“Shall I compare thee to a [football game]?”


 

Ben Taylor

College football season is the best time of the year. Unequivocally, unquestionably, unabashedly it is the best time of the year.

You may want to debate this claim. You will be wrong. As was already noted, the claim is unquestionable. However, in case you did want to question it, there are three main factors that contribute to college football’s eminent place in the pantheon of college athletics and effectively prove college football season to be the best time of the year where collegiate athletics are concerned.

First among these is the weather. Football season begins at the end of summer, a time when the oppressive heat and humidity largely begin to dissipate, when leaves begin to change color and when it finally becomes practical again to wear a hoodie with shorts and flip-flops. Add college football to this equation, and your results are almost indescribably beautiful.

There are few moments better than those when you can stand in your front yard, rake in hand, college football on the radio, corralling the leaves that have emigrated to the ground into piles ripe for dispelling with a human cannonball, all while listening to the description of your favorite team’s formation at the line of scrimmage. Breathe in; smell the leaves and bask in the chill of early fall. This is the smell of college football, and it is a beautiful thing.

The second most notable quality of football season that helps to set it apart is the rarity of the games. Each team only plays once a week, and although that means there are fewer games, it also means that one can spend more time soaking in the beauty of these glorious events.

Eat quesadillas daily at Mom’s; quesadilla Monday (the sole redeeming feature of Kittredge’s food selection) will start to lose its value. Drive everywhere you go; you will take for granted the value of driving. Go to hundreds of art galleries; all the art will start to look the same. Football is the same way. The quality of its beauty requires that it be experienced in a more restricted fashion than other sports. Its ineffability mandates its rarity.

The final quality that sets college football apart is the potential power of a single play. Perhaps the same argument could be made for a dunk in basketball or a homerun in baseball or a goal in soccer or hockey, but it’s not quite the same for these reasons:

1. Technically speaking, your team has the chance to score on every single play, offensive or defensive. This is not the case in baseball, where one cannot score while playing defense.

2. You can score from anywhere on the field. This is true in theory for basketball or soccer or hockey as well, but it is far less likely to occur in those sports than in football.

3. The involvement of every player in each play is imperative to the success of the team. In soccer, this is true to a degree, but when you’re attacking, you aren’t expecting, say, your goalie to be integrally involved once you pass a certain point on the field. In hockey one sees the same thing. Finally, there is basketball, which is the most individualized team sport that has ever existed (for an example, please see the Cleveland Cavaliers version of LeBron James), though an argument could be made for baseball to share the crown. Football is like a microcosm of society as a whole; each player must know and perform well their role if the team as a whole is to succeed, and all the players must work together on each play for success to become a reality.

These reasons, and many more equally salient ones, set football apart from the rest of the pack of collegiate athletics. There truly is no greater college sport to watch, and there is most certainly no better time of the year where collegiate athletics are concerned.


■ WHAT YOU ARE ASKED TO DO ■
Where a line holds the word "source", copy that line from the data below.

Stored items:
--

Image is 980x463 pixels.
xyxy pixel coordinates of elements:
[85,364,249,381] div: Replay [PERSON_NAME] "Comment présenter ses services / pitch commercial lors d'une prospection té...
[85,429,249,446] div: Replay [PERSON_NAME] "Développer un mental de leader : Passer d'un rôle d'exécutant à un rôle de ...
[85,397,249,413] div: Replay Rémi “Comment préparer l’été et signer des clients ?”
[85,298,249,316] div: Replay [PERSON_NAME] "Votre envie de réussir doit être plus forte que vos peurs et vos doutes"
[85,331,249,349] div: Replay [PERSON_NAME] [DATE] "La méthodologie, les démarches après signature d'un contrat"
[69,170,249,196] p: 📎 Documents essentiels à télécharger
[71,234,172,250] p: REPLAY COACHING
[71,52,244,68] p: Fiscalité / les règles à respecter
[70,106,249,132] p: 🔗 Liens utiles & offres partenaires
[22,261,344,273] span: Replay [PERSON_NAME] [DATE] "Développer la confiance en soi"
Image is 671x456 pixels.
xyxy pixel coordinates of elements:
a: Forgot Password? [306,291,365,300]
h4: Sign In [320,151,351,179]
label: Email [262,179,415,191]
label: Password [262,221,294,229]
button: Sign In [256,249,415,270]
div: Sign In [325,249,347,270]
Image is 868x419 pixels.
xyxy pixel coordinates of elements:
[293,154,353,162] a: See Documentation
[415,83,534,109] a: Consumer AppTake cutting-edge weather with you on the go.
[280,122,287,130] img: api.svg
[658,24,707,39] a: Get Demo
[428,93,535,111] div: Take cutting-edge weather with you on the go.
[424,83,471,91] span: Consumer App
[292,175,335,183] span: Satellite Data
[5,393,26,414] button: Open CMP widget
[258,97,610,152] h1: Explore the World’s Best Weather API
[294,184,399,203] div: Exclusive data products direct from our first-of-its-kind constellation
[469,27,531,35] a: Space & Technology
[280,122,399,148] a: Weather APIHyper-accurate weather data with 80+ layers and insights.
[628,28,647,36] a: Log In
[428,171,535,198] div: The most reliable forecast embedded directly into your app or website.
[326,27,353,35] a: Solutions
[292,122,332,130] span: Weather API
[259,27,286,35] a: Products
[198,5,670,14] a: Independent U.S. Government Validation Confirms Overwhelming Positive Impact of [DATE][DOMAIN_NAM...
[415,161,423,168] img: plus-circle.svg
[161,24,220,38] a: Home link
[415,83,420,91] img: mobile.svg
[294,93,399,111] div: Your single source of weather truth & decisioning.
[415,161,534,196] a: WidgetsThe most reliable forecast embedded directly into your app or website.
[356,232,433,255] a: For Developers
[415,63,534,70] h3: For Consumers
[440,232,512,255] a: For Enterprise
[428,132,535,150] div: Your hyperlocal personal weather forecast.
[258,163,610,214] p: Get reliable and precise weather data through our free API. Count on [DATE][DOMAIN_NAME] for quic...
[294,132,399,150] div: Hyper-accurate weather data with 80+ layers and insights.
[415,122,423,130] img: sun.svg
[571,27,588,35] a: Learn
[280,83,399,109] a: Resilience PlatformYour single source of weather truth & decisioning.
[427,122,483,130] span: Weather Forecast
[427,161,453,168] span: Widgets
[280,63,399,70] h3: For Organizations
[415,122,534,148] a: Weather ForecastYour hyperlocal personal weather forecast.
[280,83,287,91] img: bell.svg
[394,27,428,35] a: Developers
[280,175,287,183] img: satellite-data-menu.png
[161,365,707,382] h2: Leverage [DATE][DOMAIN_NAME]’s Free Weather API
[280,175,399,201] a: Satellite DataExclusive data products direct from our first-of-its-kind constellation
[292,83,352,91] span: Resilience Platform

--

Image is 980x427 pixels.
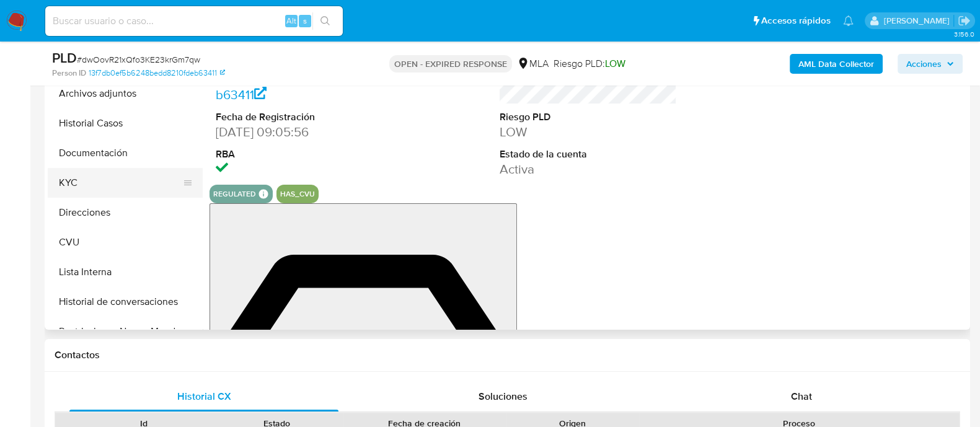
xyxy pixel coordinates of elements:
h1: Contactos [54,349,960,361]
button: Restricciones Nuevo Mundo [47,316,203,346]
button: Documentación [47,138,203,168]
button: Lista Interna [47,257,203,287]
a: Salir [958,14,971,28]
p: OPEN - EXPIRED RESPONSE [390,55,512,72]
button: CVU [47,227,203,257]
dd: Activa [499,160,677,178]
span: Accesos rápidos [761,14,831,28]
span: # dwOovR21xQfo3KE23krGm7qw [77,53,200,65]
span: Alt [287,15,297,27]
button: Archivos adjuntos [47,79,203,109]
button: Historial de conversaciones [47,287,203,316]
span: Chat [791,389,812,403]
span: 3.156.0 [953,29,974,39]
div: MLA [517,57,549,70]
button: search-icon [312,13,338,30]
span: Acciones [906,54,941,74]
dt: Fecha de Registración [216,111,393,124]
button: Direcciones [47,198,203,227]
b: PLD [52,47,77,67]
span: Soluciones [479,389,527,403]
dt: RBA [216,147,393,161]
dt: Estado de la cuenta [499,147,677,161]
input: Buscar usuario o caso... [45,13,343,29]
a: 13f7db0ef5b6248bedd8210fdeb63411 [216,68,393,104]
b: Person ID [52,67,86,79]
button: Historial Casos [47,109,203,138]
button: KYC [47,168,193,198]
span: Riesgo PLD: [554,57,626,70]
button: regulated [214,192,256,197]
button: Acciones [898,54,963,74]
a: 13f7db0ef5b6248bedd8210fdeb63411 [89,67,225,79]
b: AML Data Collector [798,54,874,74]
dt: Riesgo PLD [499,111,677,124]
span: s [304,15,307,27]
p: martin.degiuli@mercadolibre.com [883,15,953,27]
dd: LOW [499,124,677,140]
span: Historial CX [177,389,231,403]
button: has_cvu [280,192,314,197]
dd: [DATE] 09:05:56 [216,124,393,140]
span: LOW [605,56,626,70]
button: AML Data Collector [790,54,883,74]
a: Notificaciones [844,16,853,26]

--

■ OUTPUT ■
[294,93,399,111] div: Your single source of weather truth & decisioning.
[280,83,399,109] a: Resilience PlatformYour single source of weather truth & decisioning.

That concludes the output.